| Material for this task |
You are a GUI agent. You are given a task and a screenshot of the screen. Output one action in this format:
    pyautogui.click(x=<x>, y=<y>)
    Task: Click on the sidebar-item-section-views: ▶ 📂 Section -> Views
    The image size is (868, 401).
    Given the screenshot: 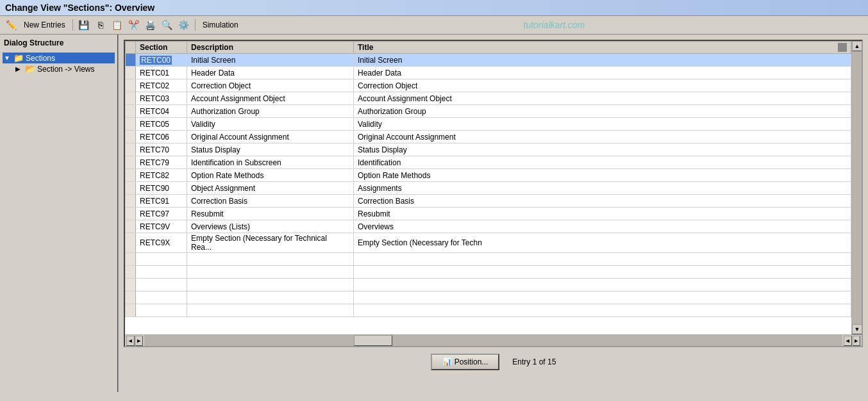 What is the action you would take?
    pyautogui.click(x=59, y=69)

...

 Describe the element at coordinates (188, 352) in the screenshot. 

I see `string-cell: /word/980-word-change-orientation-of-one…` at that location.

...

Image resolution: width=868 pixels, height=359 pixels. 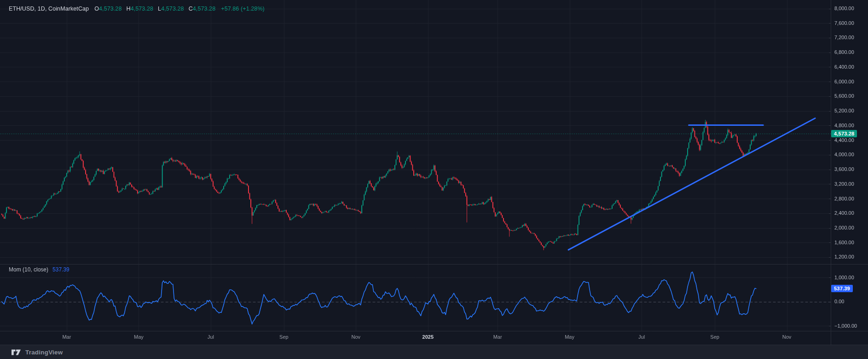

| Work instructions |
Transcribe the records above from the line holding "You are a GUI" down to the line holding "The image size is (868, 401).", inclusive, without adding anything.

| Reply |
You are a GUI agent. You are given a task and a screenshot of the screen. Output one action in this format:
    pyautogui.click(x=<x>, y=<y>)
    Task: Click on the sidebar-item-section-views: ▶ 📂 Section -> Views
    The image size is (868, 401).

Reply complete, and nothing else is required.